24.22.2. gem5 Python C++ interaction

The interaction uses the Python C extension interface https://docs.python.org/2/extending/extending.html interface through the pybind11 helper library: https://github.com/pybind/pybind11

The C++ executable both:

  • starts running the Python executable

  • provides Python classes written in C++ for that Python code to use

An example of this can be found at:

then gem5 magic SimObject class adds some crazy stuff on top of it further, is is a mess. In particular, it auto generates params/ headers. TODO: why is this mess needed at all? pybind11 seems to handle constructor arguments just fine:

Let’s study BadDevice for example:

src/dev/BadDevice.py defines devicename:

class BadDevice(BasicPioDevice):
    type = 'BadDevice'
    cxx_header = "dev/baddev.hh"
    devicename = Param.String("Name of device to error on")

The object is created in Python for example from src/dev/alpha/Tsunami.py as:

    fb = BadDevice(pio_addr=0x801fc0003d0, devicename='FrameBuffer')

Since BadDevice has no __init__ method, and neither BasicPioDevice, it all just falls through until the SimObject.__init__ constructor.

This constructor will loop through the inheritance chain and give the Python parameters to the C++ BadDeviceParams class as follows.

The auto-generated build/ARM/params/BadDevice.hh file defines BadDeviceParams in C++:

#ifndef __PARAMS__BadDevice__
#define __PARAMS__BadDevice__

class BadDevice;

#include <cstddef>
#include <string>

#include "params/BasicPioDevice.hh"

struct BadDeviceParams
    : public BasicPioDeviceParams
{
    BadDevice * create();
    std::string devicename;
};

#endif // __PARAMS__BadDevice__

and ./python/_m5/param_BadDevice.cc defines the param Python from C++ with pybind11:

namespace py = pybind11;

static void
module_init(py::module &m_internal)
{
    py::module m = m_internal.def_submodule("param_BadDevice");
    py::class_<BadDeviceParams, BasicPioDeviceParams, std::unique_ptr<BadDeviceParams, py::nodelete>>(m, "BadDeviceParams")
        .def(py::init<>())
        .def("create", &BadDeviceParams::create)
        .def_readwrite("devicename", &BadDeviceParams::devicename)
        ;

    py::class_<BadDevice, BasicPioDevice, std::unique_ptr<BadDevice, py::nodelete>>(m, "BadDevice")
        ;

}

static EmbeddedPyBind embed_obj("BadDevice", module_init, "BasicPioDevice");

src/dev/baddev.hh then uses the parameters on the constructor:

class BadDevice : public BasicPioDevice
{
  private:
    std::string devname;

  public:
    typedef BadDeviceParams Params;

  protected:
    const Params *
    params() const
    {
        return dynamic_cast<const Params *>(_params);
    }

  public:
     /**
      * Constructor for the Baddev Class.
      * @param p object parameters
      * @param a base address of the write
      */
    BadDevice(Params *p);

src/dev/baddev.cc then uses the parameter:

BadDevice::BadDevice(Params *p)
    : BasicPioDevice(p, 0x10), devname(p->devicename)
{
}

It has been found that this usage of pybind11 across hundreds of SimObject files accounted for 50% of the gem5 build time at one point: pybind11 accounts for 50% of gem5 build time.

To get a feeling of how SimObject objects are run, see: gem5 event queue AtomicSimpleCPU syscall emulation freestanding example analysis.

Bibliography:

Tested on gem5 08c79a194d1a3430801c04f37d13216cc9ec1da3.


*What is required:*
Transcribe the entries exactly. Omit the pictures.

*Data for the task:*

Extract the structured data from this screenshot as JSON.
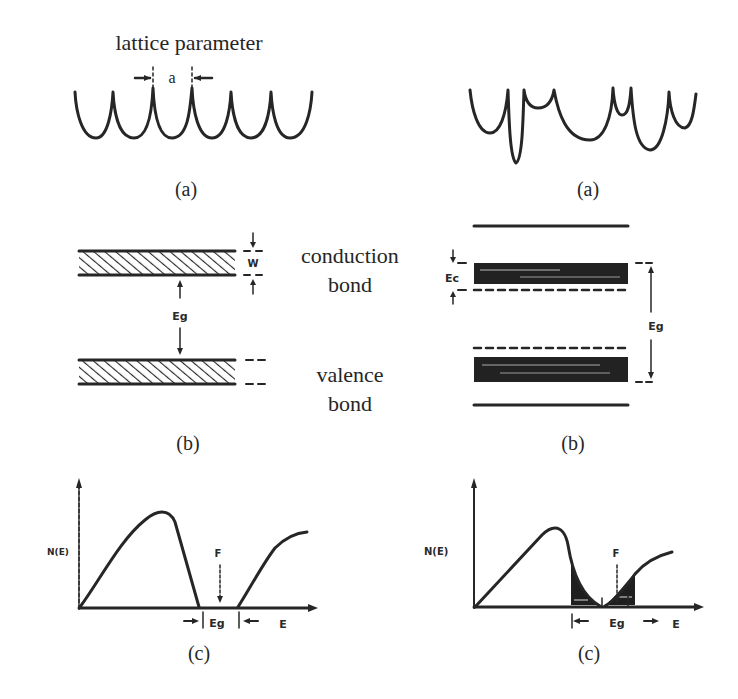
{
  "figure": {
    "left_column": {
      "panel_a": {
        "title": "lattice parameter",
        "spacing_label": "a",
        "caption": "(a)"
      },
      "panel_b": {
        "band_width_label": "W",
        "gap_label": "Eg",
        "conduction_label_line1": "conduction",
        "conduction_label_line2": "bond",
        "valence_label_line1": "valence",
        "valence_label_line2": "bond",
        "caption": "(b)"
      },
      "panel_c": {
        "y_axis_label": "N(E)",
        "fermi_label": "F",
        "gap_label": "Eg",
        "x_axis_label": "E",
        "caption": "(c)"
      }
    },
    "right_column": {
      "panel_a": {
        "caption": "(a)"
      },
      "panel_b": {
        "tail_label": "Ec",
        "gap_label": "Eg",
        "caption": "(b)"
      },
      "panel_c": {
        "y_axis_label": "N(E)",
        "fermi_label": "F",
        "gap_label": "Eg",
        "x_axis_label": "E",
        "caption": "(c)"
      }
    },
    "colors": {
      "ink": "#262626",
      "background": "#ffffff"
    }
  }
}
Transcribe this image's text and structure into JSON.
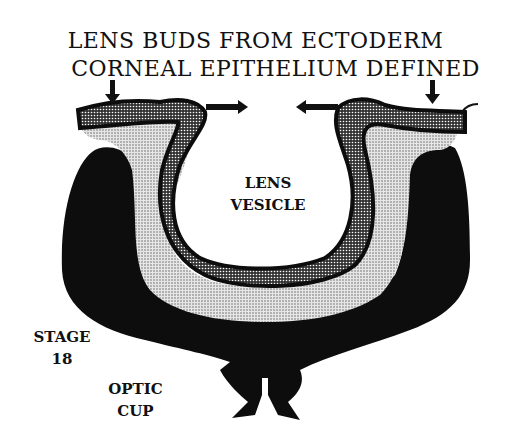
{
  "diagram": {
    "title_line1": "LENS BUDS FROM ECTODERM",
    "title_line2": "CORNEAL EPITHELIUM DEFINED",
    "labels": {
      "lens_vesicle_1": "LENS",
      "lens_vesicle_2": "VESICLE",
      "stage_1": "STAGE",
      "stage_2": "18",
      "optic_cup_1": "OPTIC",
      "optic_cup_2": "CUP"
    },
    "structures": [
      "ectoderm-epithelium-cells",
      "stippled-mesenchyme",
      "optic-cup-black-layer",
      "optic-stalk"
    ],
    "arrows": [
      "down-arrow-left",
      "right-arrow",
      "left-arrow",
      "down-arrow-right"
    ],
    "colors": {
      "ink": "#111111",
      "stipple": "#cfcfcf",
      "background": "#ffffff"
    }
  }
}
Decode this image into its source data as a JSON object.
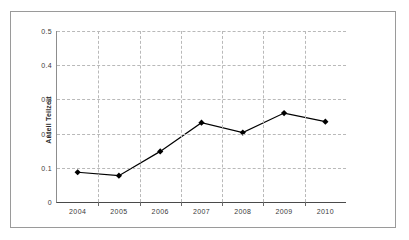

*Your response:*
Extract the structured data from this screenshot as JSON.
{
  "figure": {
    "left_column": {
      "panel_a": {
        "title": "lattice parameter",
        "spacing_label": "a",
        "caption": "(a)"
      },
      "panel_b": {
        "band_width_label": "W",
        "gap_label": "Eg",
        "conduction_label_line1": "conduction",
        "conduction_label_line2": "bond",
        "valence_label_line1": "valence",
        "valence_label_line2": "bond",
        "caption": "(b)"
      },
      "panel_c": {
        "y_axis_label": "N(E)",
        "fermi_label": "F",
        "gap_label": "Eg",
        "x_axis_label": "E",
        "caption": "(c)"
      }
    },
    "right_column": {
      "panel_a": {
        "caption": "(a)"
      },
      "panel_b": {
        "tail_label": "Ec",
        "gap_label": "Eg",
        "caption": "(b)"
      },
      "panel_c": {
        "y_axis_label": "N(E)",
        "fermi_label": "F",
        "gap_label": "Eg",
        "x_axis_label": "E",
        "caption": "(c)"
      }
    },
    "colors": {
      "ink": "#262626",
      "background": "#ffffff"
    }
  }
}
Transcribe this image's text and structure into JSON.
{
  "diagram": {
    "title_line1": "LENS BUDS FROM ECTODERM",
    "title_line2": "CORNEAL EPITHELIUM DEFINED",
    "labels": {
      "lens_vesicle_1": "LENS",
      "lens_vesicle_2": "VESICLE",
      "stage_1": "STAGE",
      "stage_2": "18",
      "optic_cup_1": "OPTIC",
      "optic_cup_2": "CUP"
    },
    "structures": [
      "ectoderm-epithelium-cells",
      "stippled-mesenchyme",
      "optic-cup-black-layer",
      "optic-stalk"
    ],
    "arrows": [
      "down-arrow-left",
      "right-arrow",
      "left-arrow",
      "down-arrow-right"
    ],
    "colors": {
      "ink": "#111111",
      "stipple": "#cfcfcf",
      "background": "#ffffff"
    }
  }
}
Decode this image into its source data as a JSON object.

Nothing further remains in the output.